I adopted another dog

You may or may not have noticed that since my beloved dog Ziggy passed away last August, I’ve barely been writing on this blog. I’m not sure if the two correlate but their timing matches up.

Earlier this year, I wrote about how we really ought to be forming new year habits rather than new year resolutions. Well, one of my new year habits is to write more.

Back in November, I adopted another dog. His name is Capone. He resembles Ziggy in his stature and coloring, but his personality is quiet different.

Capone is fearless. He spent the first few months of his life transferring hands from adopters to shelter employees to foster families, before finally arriving to me.

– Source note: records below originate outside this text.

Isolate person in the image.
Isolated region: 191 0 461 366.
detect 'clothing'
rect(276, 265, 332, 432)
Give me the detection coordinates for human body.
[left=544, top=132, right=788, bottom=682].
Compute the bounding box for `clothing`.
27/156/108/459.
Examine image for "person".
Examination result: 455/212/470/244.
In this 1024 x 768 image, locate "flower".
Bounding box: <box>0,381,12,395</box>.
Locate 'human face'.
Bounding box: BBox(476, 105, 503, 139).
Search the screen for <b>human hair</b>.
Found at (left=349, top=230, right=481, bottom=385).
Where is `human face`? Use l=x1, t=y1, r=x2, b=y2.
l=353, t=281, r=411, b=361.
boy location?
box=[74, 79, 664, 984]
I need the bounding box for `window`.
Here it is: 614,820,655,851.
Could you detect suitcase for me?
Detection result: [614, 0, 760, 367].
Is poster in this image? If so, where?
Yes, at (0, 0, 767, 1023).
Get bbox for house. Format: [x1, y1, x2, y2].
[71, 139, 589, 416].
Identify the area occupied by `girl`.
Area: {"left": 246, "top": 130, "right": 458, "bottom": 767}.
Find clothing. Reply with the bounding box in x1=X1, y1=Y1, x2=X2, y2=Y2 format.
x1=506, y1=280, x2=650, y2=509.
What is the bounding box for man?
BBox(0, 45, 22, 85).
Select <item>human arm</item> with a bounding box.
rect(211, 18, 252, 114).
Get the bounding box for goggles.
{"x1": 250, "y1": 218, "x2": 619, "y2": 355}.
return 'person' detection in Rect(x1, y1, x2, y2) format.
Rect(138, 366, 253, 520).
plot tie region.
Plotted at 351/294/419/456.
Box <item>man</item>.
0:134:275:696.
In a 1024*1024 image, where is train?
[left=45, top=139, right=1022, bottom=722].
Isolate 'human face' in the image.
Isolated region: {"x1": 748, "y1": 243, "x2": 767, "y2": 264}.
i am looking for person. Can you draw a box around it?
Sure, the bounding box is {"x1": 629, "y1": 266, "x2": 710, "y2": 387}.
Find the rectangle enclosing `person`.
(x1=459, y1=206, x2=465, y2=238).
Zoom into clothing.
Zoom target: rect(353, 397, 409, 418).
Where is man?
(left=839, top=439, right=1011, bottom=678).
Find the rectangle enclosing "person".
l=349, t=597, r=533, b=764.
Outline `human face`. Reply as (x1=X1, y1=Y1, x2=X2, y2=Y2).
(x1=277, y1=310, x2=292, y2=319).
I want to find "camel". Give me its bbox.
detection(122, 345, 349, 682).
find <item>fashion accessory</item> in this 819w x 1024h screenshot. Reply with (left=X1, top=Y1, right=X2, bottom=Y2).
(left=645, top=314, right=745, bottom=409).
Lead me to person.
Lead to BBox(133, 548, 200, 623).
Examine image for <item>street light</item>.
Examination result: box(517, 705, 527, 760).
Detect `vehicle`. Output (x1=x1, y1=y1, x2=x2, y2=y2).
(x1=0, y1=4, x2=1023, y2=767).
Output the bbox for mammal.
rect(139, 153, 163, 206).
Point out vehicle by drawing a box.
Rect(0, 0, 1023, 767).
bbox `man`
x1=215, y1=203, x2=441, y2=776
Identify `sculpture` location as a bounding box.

He loves all people. At the adoption events, he became used to many different sounds and smells, all sorts of other animals, and humans both young and old. He’s a joy to take out in public because he makes everyone he meets feel like the most important person in the world, smothering them with hugs and kisses.

He doesn’t require much exercise at all or even training. For one, he’s a low energy dog and much prefers snuggling to running. For two, he’s extremely sensitive to commands and thus picks up quickly whenever I’m teaching him new ones.

In short, Capone is everything I could have ever hoped for in a dog. He’s perfect for me. And when I look at him, I can’t help but be reminded of God’s grace and goodness. That no matter how devastating a loss, God turns all things for good. And often, for better than we could have even imagined.

Is Freedom Really What We Want? (A Personal Reflection)

When my boyfriend died, the life I knew died along with him. Shortly thereafter, I packed up all of my belongings, everything I had acquired in California, and drove across the country to be back home again in North Carolina. Because, of course, when the world fails you, the only place you have to go is home.

Within one year, I had a monumental career change, my parents divorced, my childhood home was sold, and I was living on my own in an apartment for the first time in my life. All this change in only one year! Even writing about it now, it seems surreal. How has my life become so crazy, so chaotic? How have I been able to push through, to survive?

Well, God is good. And that is where I am now. Completely lost, approaching the second birthday that I will spend without my boyfriend and the only thing that I know for certain is God’s goodness and grace. Other than that, I feel adrift. Floating in a world that I have no control over, a world that is constantly shifting, one without ground.

I guess on the bright side, I have nothing holding me back. I have no attachments that hold me down, hold me steady. I’m free to fly like a bird, as I have always yearned to do.

This also means I have little security, no sense of stability, a feeling of total loss of control. Does a baby bird feel this way before it leaves its nest for the first time? I wonder. And how many nests will I have to leave? Is flying free really all it’s cracked up to be?